26 FEBRUARY 1910, Page 19

II.—MISALLIANCE.

It was a great relief to find Mr. Shaw as cheerful as usual on Wednesday. Misalliance, his new "Debate in One Sitting," shows no unexpected change of manner or matter. Small parts of it, especially at the beginning, are boring; and it contains the inevitable feeble jokes. The rest of the evening was pleasantly charmed by a continuous dis- play of agility and wit, whether the conversation was about clerks, or the theory of government, or the break-up of the family. The contrast between Misalliance and Justice is clearly more than one between liveliness and severity. Mr. Shaw threw over realism long ago. His characters are no more real than the Turkish bath and the aeroplane which provide the bogus •" action" that he has put into his latest play for the amusement of his critics. Julius Baker may be a bank-clerk, awl Lina Szczepanowska a tight-rope dancer ; but there is no pretence at any deeper differentiation.
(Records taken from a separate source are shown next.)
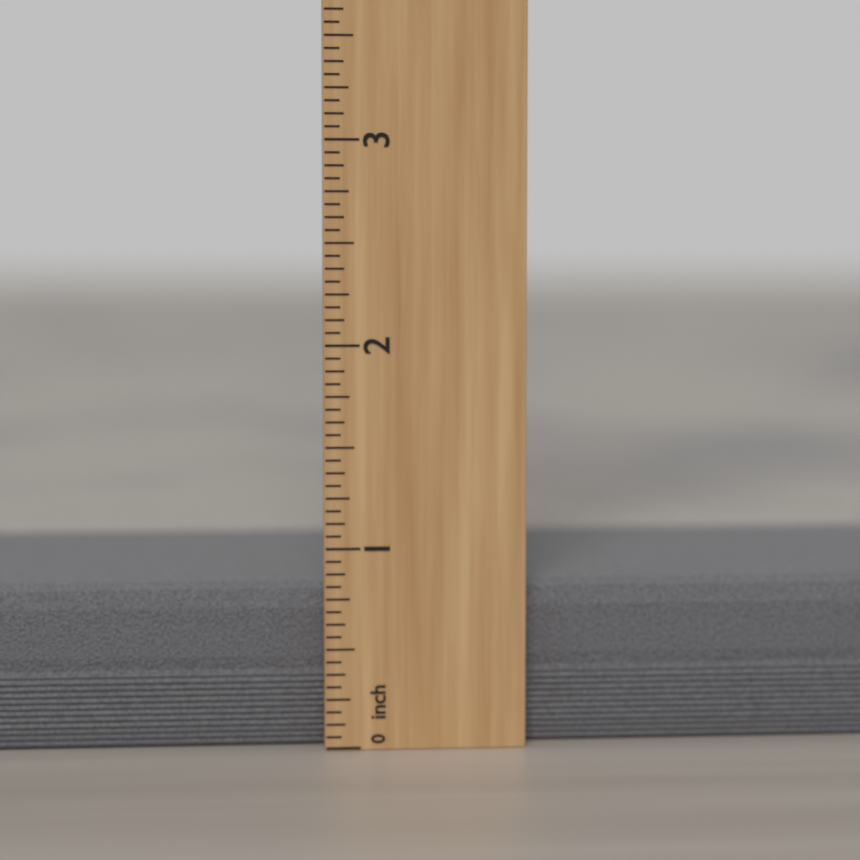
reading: 0.8125 inch
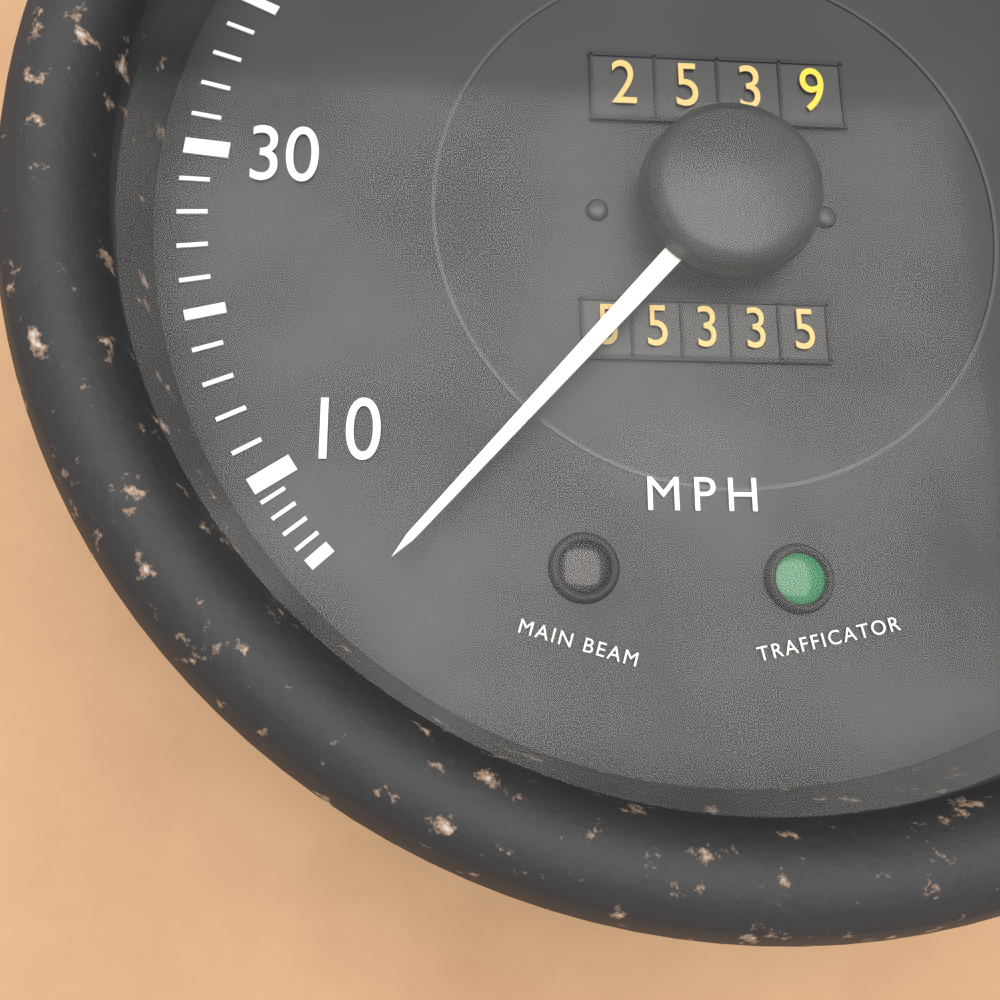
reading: 2 mph
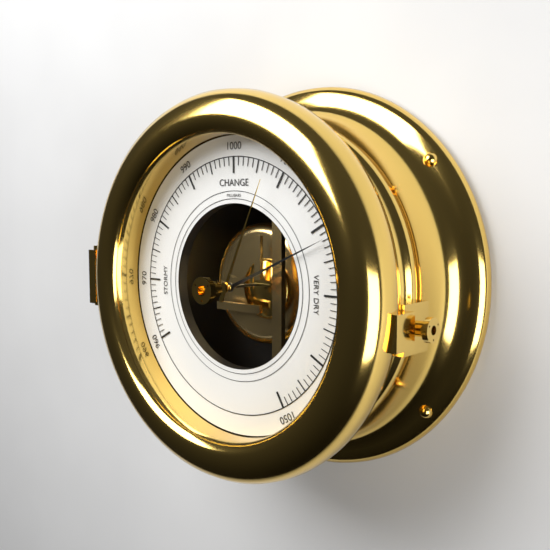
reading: 1022 mbar
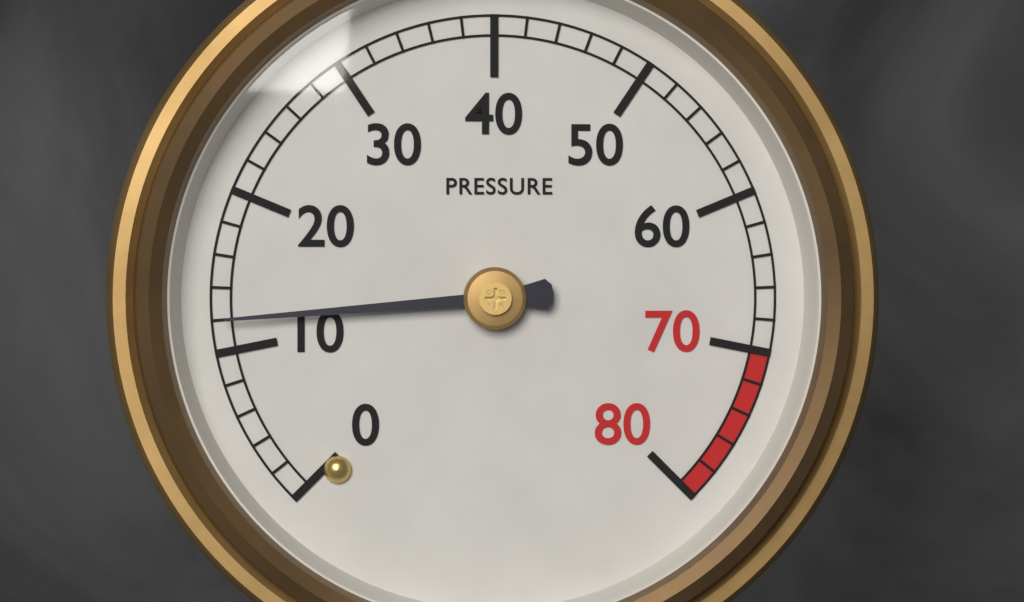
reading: 12 (no unit)
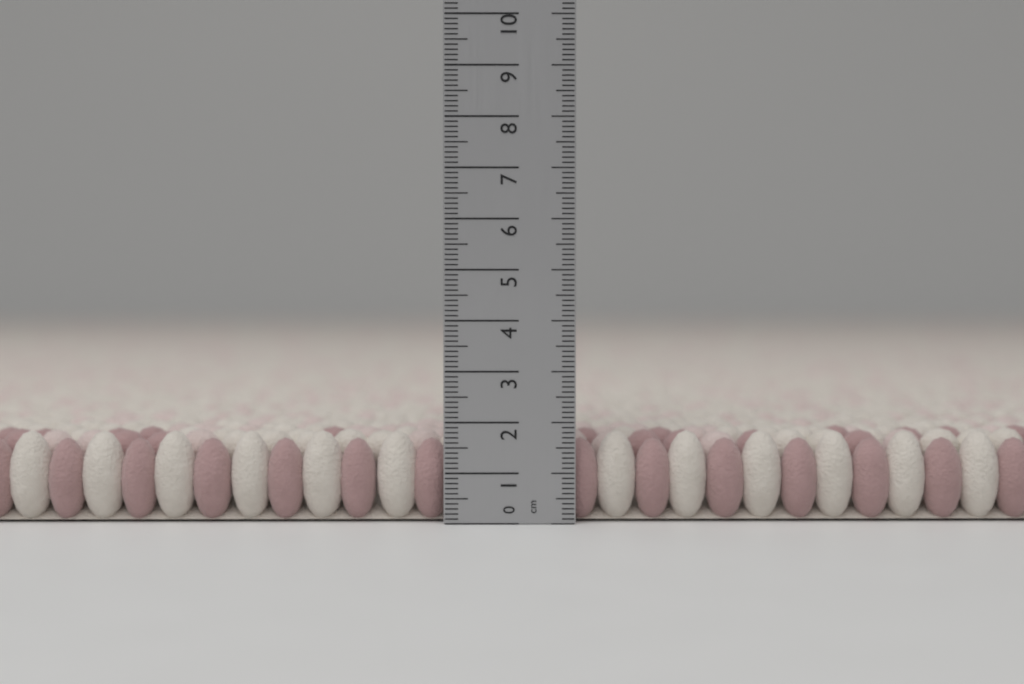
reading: 1.8 cm
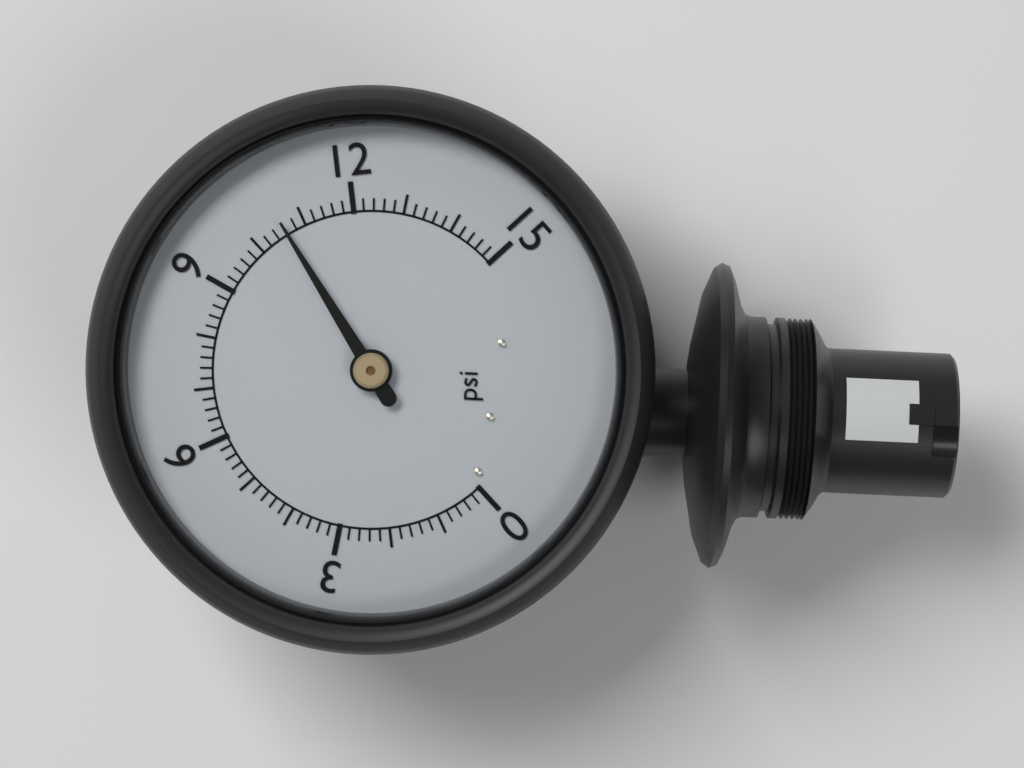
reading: 10.6 psi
This naturally creates a great difficulty for the eaters, who are faced with dummies that for a few moments at a time possess very marked characteristics, but relapse almost immediately into long, stereotyped, set speeches. But Mr. Frohman's company is full of resource, and has evolved (doubtless with the assistance of Mr. Shaw, who " produces " his own plays) a new convention of acting, rather formal, and tending a little to caricature,—the very opposite of the acting in Justice, but admirably suited to Misalliance. On the whole, then, the second production was much more entertaining, but much less imposing, than the first. In the first week of AA existence the Repertory Theatre has set itself a very high standard; but there is every reason to hope that it can be maintained.